Social Mobility – the Coalition’s great leap back

by Dan Johnson

The question ‘how many black people go to Oxford?’ sounds like the beginning of a very bad joke, unfortunately that joke is our education system and no-one is laughing.

Oxford isn’t racist, I don’t think it’s sexist, I don’t think it still has the same attitude to class that many perceive it to have. The problem isn’t the universities, it’s the government. Universities can only accept people who get the grades, and the grades of everyone in state schools depends on the funding going in to the schools, the teachers, the headteacher and their parents at home.

I should declare an interest; I’m a governor at both a further education college and an academy in my hometown of Thornaby, they are both great institutions that do a great job with the tools they are given. Unfortunately there are going to be fewer tools in future.

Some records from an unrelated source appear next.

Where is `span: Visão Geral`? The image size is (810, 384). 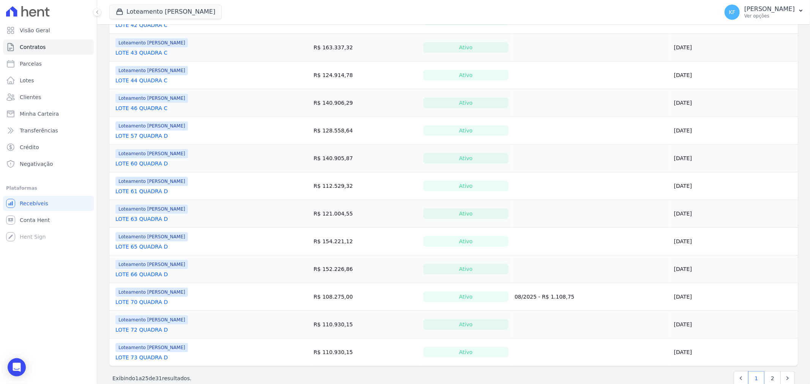 span: Visão Geral is located at coordinates (35, 30).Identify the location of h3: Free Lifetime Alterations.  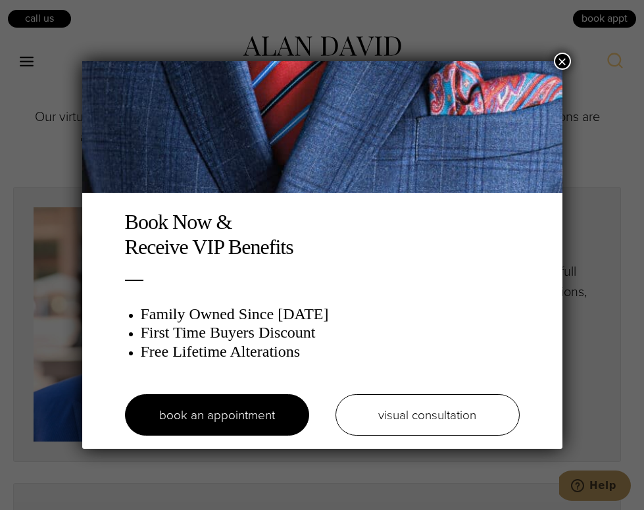
(330, 351).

SureStart closures will affect those who can’t afford anywhere else, and will also remove valuable training opportunities from young mothers.

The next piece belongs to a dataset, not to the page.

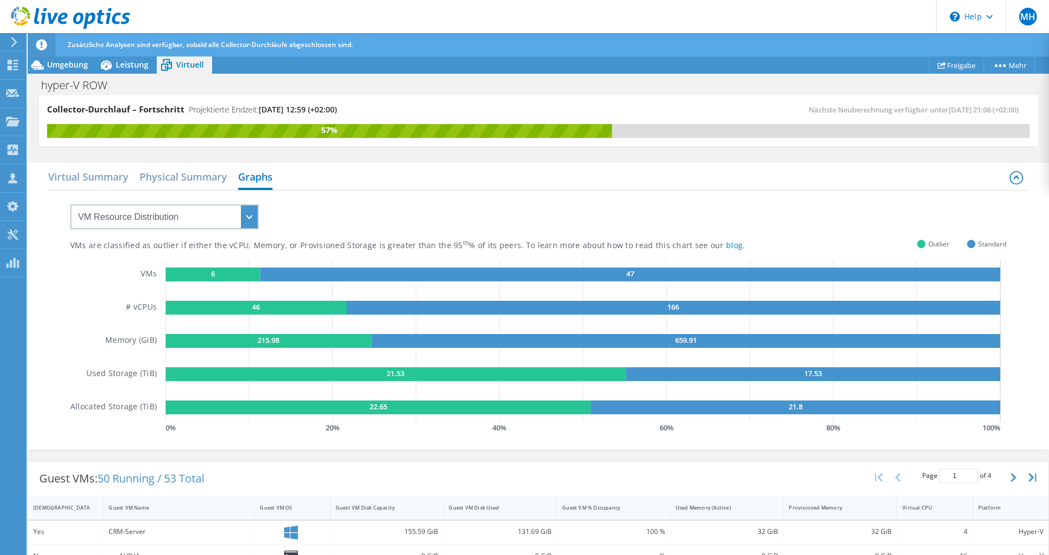 Image resolution: width=1049 pixels, height=555 pixels. Describe the element at coordinates (813, 373) in the screenshot. I see `text: 17.53` at that location.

EMA has been removed from those whose family earns above the free school meal threshold (£16,190), so if you have two working parents who are both on the minimum wage you won’t get a penny, how’s that for targeting? It now emerges that the new rate won’t be £38 a week: it’ll be £30; it seems Nick Clegg thought that state schools were like private schools and only have lessons for 31 weeks of the year.

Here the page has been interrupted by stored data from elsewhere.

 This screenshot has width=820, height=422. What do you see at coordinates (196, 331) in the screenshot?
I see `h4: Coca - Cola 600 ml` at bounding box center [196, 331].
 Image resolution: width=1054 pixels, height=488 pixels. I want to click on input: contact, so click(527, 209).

The ‘pupil premium’ will take money away from poor pupils in poor areas and give it to poor pupils in well-off areas, and that’s before you factor in an increase in the number of pupils.

The Tory answer to social mobility is to bring back grammar schools. We can see first-hand how grammar schools work, just look to Northern Ireland. The most able pupils do marginally better but the least able to significantly worse. Thankfully the government is resisting the call, but it is still creating a two-tier state system with the introduction of free schools and the roll-out of academy status to top-performing schools.

We need a well-balanced work force in the future and that requires better schools and a better start in life for many children. I don’t really care that Nick Clegg had an internship with a Finnish bank (he may need the contacts in 2015), what I care about is the scorched earth policy this government is leaving to the next generation.

Dan Johnson is the Labour party candidate in Stainsby Hill, Thornaby in the local elections this year.


Tags: , , ,


2 Responses to “Social Mobility – the Coalition’s great leap back”

  1. Julian says:

    “The problem isn’t the universities, it’s the government.”

    OK. So which government is the cause of there being so few black people at Oxford? Those who are studying at Oxford now presumably applied in 2009. It doesn’t look as though EMA and SureStart were much help.

  2. iain ker says:

    ‘…what I care about is the scorched earth policy this government is leaving to the next generation.’

    I think you’ll find that it was the last government that scorched the earth. Who can forget Liam ‘I Want My Skimmy Cappuccino At 11 Sharp Or Else’ Byrne and his ‘There’s no money left’ note.

    And here’s me always saying that the (Pretrendy) Left don’t do comedy.

    Mind you, do you know anyone who’s ever been to a Mark Steel concert no me neither.